Coda launches next version of project management app

Coda 2.0 includes updates to design, a smoother performance, more organizational tools and new features to secure documents, such as locking and permissions.

After launching Coda 1.0 back in February, Coda has launched its biggest update yet to the project management app. According to a blog post written by co-founder and CEO Shishir Mehrota, Coda 2.0 was designed to be simpler, cleaner, faster and easier for teams to use.

The new version now has filters and conditional formats to organize team members' most common interactions while working in documents. Additionally, the building block compositions are now drag-and-drop templates available inside documents.

Building on the redesign that started in July, Coda 2.0 has fewer shadows, more open space and section headers. Coda also made performance improvements in an effort to make scrolling, calculations, searching and section-switching smoother on the project management app.

With Coda 1.0, makers and teams outgrew their document lists quickly, and had a hard time organizing them. To try and combat this, Coda 2.0 includes a workspace and folders. Folders enable teams to add users to a team folder to give them access to all documents automatically. There is also a private working folder called "My Docs" that enables users to work on something separately, before dropping it into the team folder.

There are also new features to secure documents. Teams now have a locking feature at both the document and section level. Coda will also soon add a permissions feature, which lets makers ensure people are only interacting with information they should be editing.

After requests from users, Coda has also added Cross-doc, which integrates Coda with the other apps a team uses. It enables users to pull data from one document into another.

Gartner named Coda one of its 2019 "Cool Vendors in Content Services," citing its no-code programmability and the ease of creating document-based applications as reasons for its inclusion on the list.

"The accessibility of this approach empowers business users to create solutions (or adapt existing ones) for activity coordination and tracking, collaboration, information sharing, resource allocation, or process modeling and automation," according to the Gartner report. "This is most useful in cases where the requirement may not be fully understood in advance, or where they are continuously changing."

As for the challenges of Coda as a project management app, Gartner pointed to the competition of vendors working on "empowering nontechnical business users" and long-term differentiation. Additionally, Gartner stated that awareness of what is possible is very low, and often comes with a degree of skepticism.

It's free to make documents, but as they evolve into team tools, users can level up to a Pro, Team or Enterprise plan. The Pro plan is $10 per month per document maker, the Team plan is $30 per month per document maker and the Enterprise plan requires a consultation for a quote.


Scan the records below, and wherever a line has the word "each", pull it out.

[Figure dataset records]
--- --- ---

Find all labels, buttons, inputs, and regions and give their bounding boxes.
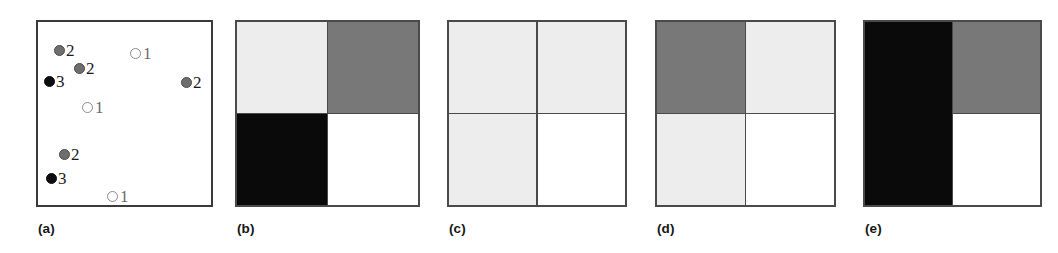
black-filled-circle-icon — [44, 76, 55, 87]
quadrant-bottom-right — [328, 114, 418, 205]
quadrant-bottom-right — [953, 114, 1040, 205]
scatter-point: 1 — [107, 188, 129, 205]
panel-b-quadrant-grid — [235, 20, 420, 207]
gray-filled-circle-icon — [54, 45, 65, 56]
gray-filled-circle-icon — [59, 149, 70, 160]
scatter-point-label: 2 — [86, 60, 95, 77]
hollow-circle-icon — [107, 191, 118, 202]
gray-filled-circle-icon — [181, 77, 192, 88]
quadrant-bottom-left — [657, 114, 745, 205]
quadrant-bottom-right — [538, 114, 625, 205]
quadrant-top-left — [449, 22, 536, 113]
quadrant-bottom-left — [237, 114, 327, 205]
black-filled-circle-icon — [46, 173, 57, 184]
scatter-point: 3 — [44, 73, 65, 90]
quadrant-top-right — [328, 22, 418, 113]
scatter-point: 2 — [74, 60, 95, 77]
quadrant-top-right — [538, 22, 625, 113]
quadrant-left-column-merged — [865, 22, 952, 205]
scatter-point-label: 3 — [58, 170, 67, 187]
panel-d-caption: (d) — [657, 222, 675, 236]
scatter-point-label: 1 — [143, 45, 152, 62]
scatter-point: 2 — [181, 74, 202, 91]
quadrant-top-right — [953, 22, 1040, 113]
scatter-point: 1 — [82, 99, 104, 116]
panel-c-quadrant-grid — [447, 20, 627, 207]
quadrant-top-left — [657, 22, 745, 113]
scatter-point-label: 2 — [193, 74, 202, 91]
scatter-point-label: 1 — [120, 188, 129, 205]
panel-d-quadrant-grid — [655, 20, 836, 207]
scatter-point: 3 — [46, 170, 67, 187]
scatter-point-label: 1 — [95, 99, 104, 116]
gray-filled-circle-icon — [74, 63, 85, 74]
quadrant-bottom-right — [746, 114, 834, 205]
panel-e-caption: (e) — [865, 222, 882, 236]
panel-a-scatter: 2 1 2 3 2 1 2 3 — [36, 20, 213, 207]
scatter-point-label: 2 — [71, 146, 80, 163]
scatter-point: 2 — [54, 42, 75, 59]
panel-c-caption: (c) — [449, 222, 466, 236]
quadrant-bottom-left — [449, 114, 536, 205]
panel-a-caption: (a) — [38, 222, 55, 236]
figure-container: 2 1 2 3 2 1 2 3 — [0, 0, 1058, 253]
scatter-point: 1 — [130, 45, 152, 62]
hollow-circle-icon — [130, 48, 141, 59]
panel-e-quadrant-grid — [863, 20, 1042, 207]
quadrant-top-left — [237, 22, 327, 113]
quadrant-top-right — [746, 22, 834, 113]
hollow-circle-icon — [82, 102, 93, 113]
scatter-point-label: 3 — [56, 73, 65, 90]
panel-b-caption: (b) — [237, 222, 255, 236]
scatter-point-label: 2 — [66, 42, 75, 59]
scatter-point: 2 — [59, 146, 80, 163]
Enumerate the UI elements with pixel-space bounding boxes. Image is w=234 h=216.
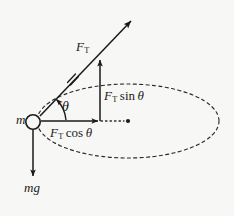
mass-bob-circle <box>26 115 40 129</box>
tension-subscript: T <box>84 46 89 55</box>
tension-force-label: FT <box>76 40 89 55</box>
weight-label: mg <box>24 181 40 194</box>
vertical-component-subscript: T <box>112 95 117 104</box>
angle-label: θ <box>62 100 69 114</box>
orbit-center-dot <box>126 119 130 123</box>
sin-operator: sin <box>120 88 135 103</box>
horizontal-component-subscript: T <box>58 132 63 141</box>
vertical-component-label: FTsinθ <box>104 89 144 104</box>
mass-label: m <box>16 113 25 126</box>
physics-force-diagram: m FT θ FTcosθ FTsinθ mg <box>0 0 234 216</box>
cos-operator: cos <box>66 125 83 140</box>
vertical-component-angle: θ <box>138 88 144 103</box>
horizontal-component-angle: θ <box>86 125 92 140</box>
tension-tick-mark <box>68 74 79 85</box>
horizontal-component-label: FTcosθ <box>50 126 92 141</box>
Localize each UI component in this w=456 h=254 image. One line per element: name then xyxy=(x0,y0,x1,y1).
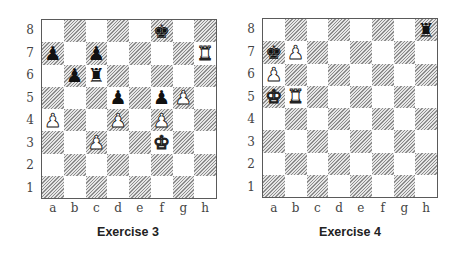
diagram-caption: Exercise 3 xyxy=(78,225,178,239)
diagram-caption: Exercise 4 xyxy=(300,225,400,239)
white-pawn-icon: ♟ xyxy=(44,111,61,130)
square-c8 xyxy=(307,19,329,41)
square-h5 xyxy=(415,86,437,108)
square-h2 xyxy=(194,154,216,176)
square-e2 xyxy=(350,153,372,175)
square-a8 xyxy=(263,19,285,41)
file-label: h xyxy=(194,201,216,217)
square-b1 xyxy=(64,176,86,198)
white-pawn-icon: ♟ xyxy=(175,88,192,107)
square-h7: ♜ xyxy=(194,42,216,64)
square-b5: ♜ xyxy=(285,86,307,108)
file-label: c xyxy=(307,201,329,217)
white-king-icon: ♚ xyxy=(153,133,170,152)
square-d3 xyxy=(107,131,129,153)
square-c3: ♟ xyxy=(86,131,108,153)
square-f6 xyxy=(372,64,394,86)
rank-label: 8 xyxy=(23,19,37,42)
square-b5 xyxy=(64,87,86,109)
file-labels: a b c d e f g h xyxy=(263,201,437,217)
black-pawn-icon: ♟ xyxy=(44,44,61,63)
rank-label: 8 xyxy=(244,18,258,41)
square-f3 xyxy=(372,130,394,152)
square-a4 xyxy=(263,108,285,130)
square-b8 xyxy=(64,20,86,42)
square-g3 xyxy=(394,130,416,152)
square-f1 xyxy=(372,175,394,197)
rank-label: 5 xyxy=(244,86,258,109)
square-e4 xyxy=(350,108,372,130)
white-pawn-icon: ♟ xyxy=(110,111,127,130)
square-a6 xyxy=(42,65,64,87)
square-g2 xyxy=(394,153,416,175)
rank-label: 4 xyxy=(244,108,258,131)
square-a2 xyxy=(42,154,64,176)
square-c3 xyxy=(307,130,329,152)
rank-label: 3 xyxy=(23,132,37,155)
square-d5 xyxy=(328,86,350,108)
square-h5 xyxy=(194,87,216,109)
square-c4 xyxy=(307,108,329,130)
square-g6 xyxy=(394,64,416,86)
square-g4 xyxy=(173,109,195,131)
file-labels: a b c d e f g h xyxy=(42,201,216,217)
square-h7 xyxy=(415,41,437,63)
white-pawn-icon: ♟ xyxy=(265,65,282,84)
square-a6: ♟ xyxy=(263,64,285,86)
square-c6: ♜ xyxy=(86,65,108,87)
square-d4 xyxy=(328,108,350,130)
black-king-icon: ♚ xyxy=(153,22,170,41)
square-b3 xyxy=(64,131,86,153)
square-g1 xyxy=(394,175,416,197)
square-c7 xyxy=(307,41,329,63)
file-label: g xyxy=(173,201,195,217)
rank-label: 3 xyxy=(244,131,258,154)
file-label: d xyxy=(328,201,350,217)
square-h3 xyxy=(194,131,216,153)
rank-label: 2 xyxy=(23,154,37,177)
square-f8: ♚ xyxy=(151,20,173,42)
square-c2 xyxy=(307,153,329,175)
square-f5 xyxy=(372,86,394,108)
square-d6 xyxy=(328,64,350,86)
file-label: h xyxy=(415,201,437,217)
square-d8 xyxy=(328,19,350,41)
square-d8 xyxy=(107,20,129,42)
square-h6 xyxy=(194,65,216,87)
file-label: b xyxy=(64,201,86,217)
square-a5 xyxy=(42,87,64,109)
square-h6 xyxy=(415,64,437,86)
square-g1 xyxy=(173,176,195,198)
square-h4 xyxy=(415,108,437,130)
square-e2 xyxy=(129,154,151,176)
square-f6 xyxy=(151,65,173,87)
square-h3 xyxy=(415,130,437,152)
square-a1 xyxy=(42,176,64,198)
square-b1 xyxy=(285,175,307,197)
square-d1 xyxy=(107,176,129,198)
square-g7 xyxy=(173,42,195,64)
file-label: f xyxy=(372,201,394,217)
rank-label: 6 xyxy=(244,63,258,86)
square-a1 xyxy=(263,175,285,197)
square-c4 xyxy=(86,109,108,131)
rank-labels: 8 7 6 5 4 3 2 1 xyxy=(244,18,258,198)
square-e1 xyxy=(129,176,151,198)
rank-label: 1 xyxy=(23,177,37,200)
square-f4 xyxy=(372,108,394,130)
square-d7 xyxy=(107,42,129,64)
square-a4: ♟ xyxy=(42,109,64,131)
square-h2 xyxy=(415,153,437,175)
square-c8 xyxy=(86,20,108,42)
square-c5 xyxy=(86,87,108,109)
file-label: a xyxy=(42,201,64,217)
square-a8 xyxy=(42,20,64,42)
rank-label: 5 xyxy=(23,87,37,110)
square-h1 xyxy=(415,175,437,197)
square-c2 xyxy=(86,154,108,176)
square-b2 xyxy=(64,154,86,176)
file-label: g xyxy=(394,201,416,217)
black-pawn-icon: ♟ xyxy=(88,44,105,63)
rank-label: 7 xyxy=(244,41,258,64)
black-king-icon: ♚ xyxy=(265,43,282,62)
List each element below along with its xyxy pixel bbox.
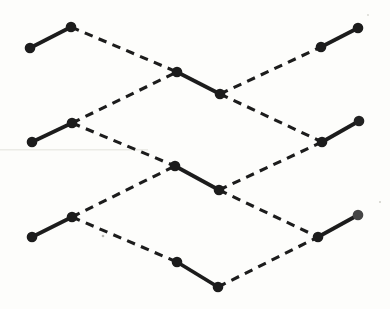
lattice-node-dimer-b-left <box>172 67 183 78</box>
scan-streak-artifact <box>0 149 148 151</box>
lattice-node-dimer-a-right <box>66 22 77 33</box>
lattice-node-dimer-a-left <box>25 43 36 54</box>
lattice-node-dimer-f-left <box>317 137 328 148</box>
lattice-node-dimer-g-right <box>67 212 78 223</box>
lattice-node-dimer-c-right <box>353 23 364 34</box>
lattice-node-dimer-e-left <box>170 161 181 172</box>
scan-speck-artifact <box>367 14 369 16</box>
lattice-node-dimer-b-right <box>215 89 226 100</box>
lattice-node-dimer-h-right <box>213 282 224 293</box>
lattice-node-dimer-e-right <box>214 185 225 196</box>
scan-speck-artifact <box>379 201 381 203</box>
lattice-node-dimer-d-left <box>27 137 38 148</box>
lattice-node-dimer-d-right <box>67 118 78 129</box>
lattice-node-dimer-c-left <box>316 42 327 53</box>
dimer-lattice-figure <box>0 0 390 309</box>
scan-speck-artifact <box>102 235 105 238</box>
lattice-node-dimer-h-left <box>172 257 183 268</box>
lattice-node-dimer-f-right <box>354 116 365 127</box>
lattice-node-dimer-i-left <box>313 232 324 243</box>
lattice-canvas <box>0 0 390 309</box>
lattice-node-dimer-i-right <box>353 210 364 221</box>
figure-background <box>0 0 390 309</box>
lattice-node-dimer-g-left <box>27 232 38 243</box>
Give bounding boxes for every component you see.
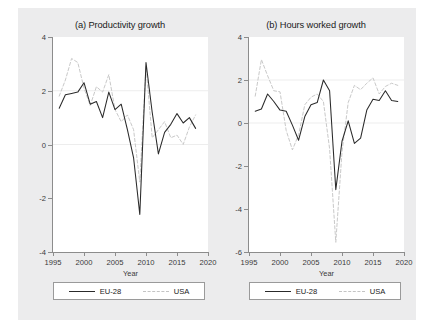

--- --- ---

Output of the exercise:
Localize each UI component in this w=456 h=254 image. One line per element: name then xyxy=(x0,y0,x1,y1).
List each element below along with its xyxy pixel bbox.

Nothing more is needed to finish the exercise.